Flying to Frankfurt from Singapore, I felt a sense of trepidation at the thought of meeting him on my own, in a place I had no idea about, and during my first-ever solo trip to Europe. A few good days with friends in Karlsruhe helped abate the anxiety and when I finally stepped out from the train and saw him waiting for me right outside my carriage, we fell back into our usual banter as though no time had passed.

As much as I would like to say that everything was perfect – it wasn't. Far from it, actually. There was chemistry, yes, but there were also doubts and differences. The clincher: we were in two wildly different life stages at that time, and nothing, not even the enchanting allure of being in Europe was enough to keep it going. Not the whole routine of playing house, going grocery shopping, and cooking dinner for two were enough. Not the correspondences over Skype when I left Saigon and when he was repatriated back to Germany were enough.
Despite it not working out, the lessons learned were invaluable. I always knew that I would look out for number one: myself, and that I wasn’t going to say yes to something only because it was what everyone my age was starting to do. There was a eureka moment somewhere along the line, when I realized that I could probably make the whole white-picket-fence package work ... at the right time. It was a revelation even to myself. I was then more open to what life would throw at me from every direction, even if that meant recalibrating my semblance of a life plan, to embrace it and the possibilities it may bring.
Flash forward to two years, I was in Frankfurt again in between journeys and sitting at a McDonald’s Café for breakfast. Then, the most incredible thing happened. From the corner of my eye, I saw a familiar figure: it was him. In the flesh. He was sitting on the bench facing my direction, eating pancakes and reading a newspaper. An overnight bag was sitting right beside him.
What were the odds that on the very same day and that very same moment I would be transiting for a few hours in Frankfurt, he would be sitting right in front of me? He doesn’t even live in the city!
Then it occurred to me that at some point while planning that two-month European sabbatical, there was this nagging thought that I needed to see him one last time before I completely closed that chapter. How or when, I didn’t know. We had not been communicating for a year, but I always had it at the back of my mind that I wanted to see him to make sure that he was doing fine. Call it closure, if you might, but I was given that chance right then and there.
It would have been easy to walk over and say hello, see where that would take us. So easy to create a movie out of it in my head, in true Before Sunrise/Before Sunset fashion. Desperately easy to overthink this serendipity, too, and make assumptions when there were none to be had. But I remembered that fateful morning on a chilly autumn day at the Hauptbahnhof when he offered me a way in, as I was stepping into the train carriage that would take me to the City of Love, Paris.
“You can always stay here with me, you know.”
It took me a moment to answer. And I finally said: “But … it’s Paris.”

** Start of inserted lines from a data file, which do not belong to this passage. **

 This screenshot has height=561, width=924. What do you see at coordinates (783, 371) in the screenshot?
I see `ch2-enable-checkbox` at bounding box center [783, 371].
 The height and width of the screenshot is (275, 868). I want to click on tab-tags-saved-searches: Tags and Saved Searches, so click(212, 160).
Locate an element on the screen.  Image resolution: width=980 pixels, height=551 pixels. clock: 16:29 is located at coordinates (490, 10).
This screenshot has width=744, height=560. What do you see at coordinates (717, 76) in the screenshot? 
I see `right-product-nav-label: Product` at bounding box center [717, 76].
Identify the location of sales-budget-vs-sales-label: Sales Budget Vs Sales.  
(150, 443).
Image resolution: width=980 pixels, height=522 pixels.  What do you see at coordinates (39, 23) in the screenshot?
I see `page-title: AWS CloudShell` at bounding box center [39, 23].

As I walked from the train door to my seat, I saw him standing on the platform, looking, searching, waiting. Waiting until the train pulled away from the station, going faster and faster until he was but another speck on the window.

EPILOGUE
Those last words may seem vague, even non-commital. It may not be the most articulate way of ending it, but it was a series of personal choices that led up to that moment in the train station and those words were at the crux of it.

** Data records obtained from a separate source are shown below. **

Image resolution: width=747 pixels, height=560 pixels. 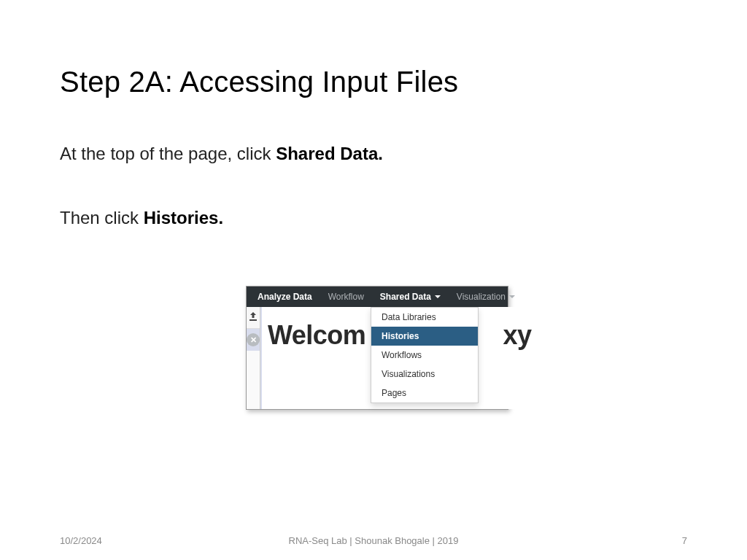 I want to click on instruction-line-2: Then click Histories., so click(x=374, y=218).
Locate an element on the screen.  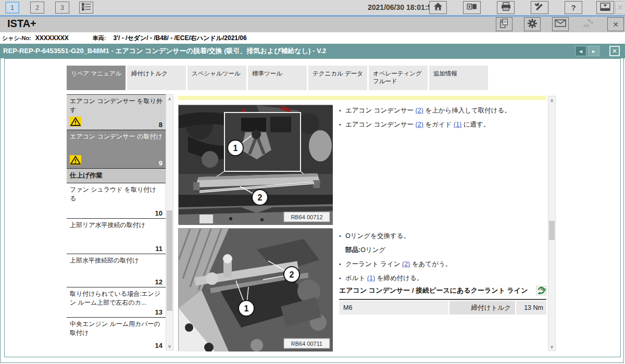
step-item-9-selected: エアコン コンデンサー の取付け 9 is located at coordinates (116, 149).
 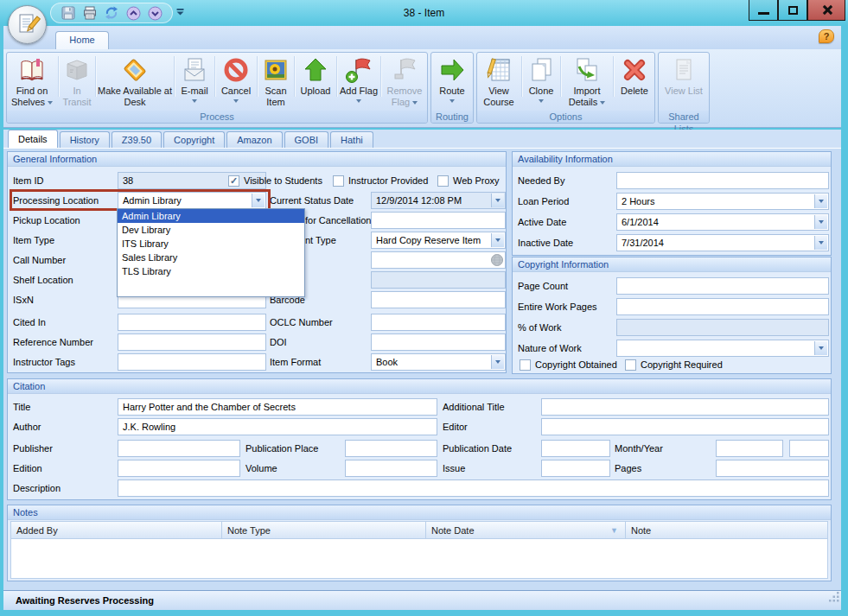 I want to click on reason-for-cancellation-field, so click(x=438, y=220).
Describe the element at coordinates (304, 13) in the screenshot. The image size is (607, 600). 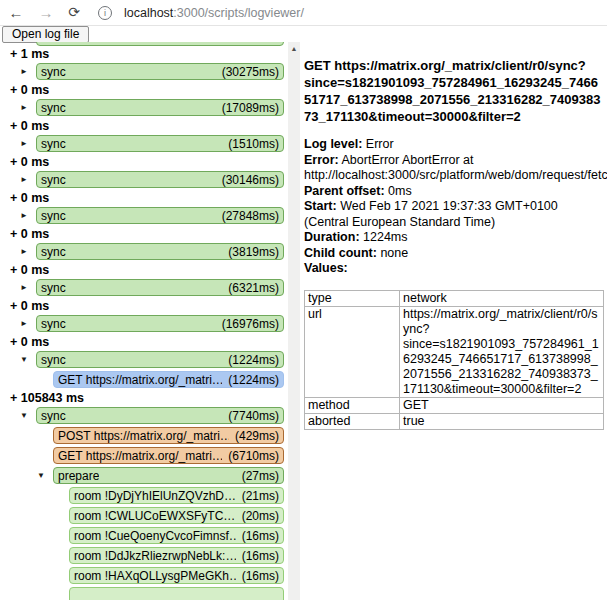
I see `browser-toolbar: ← → ⟳ i localhost:3000/scripts/logviewer…` at that location.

In that moment, I chose Paris. I chose the world. I chose myself.
Some love stories are not meant to last forever, rather, they’re meant to teach us lessons about ourselves and the ways of the world. We learn, we love, we lose, we move on.
So on that serendipitous morning at Frankfurt airport, two years after I had made a decision in the very same country, I made another choice: I picked up my bags and moved on.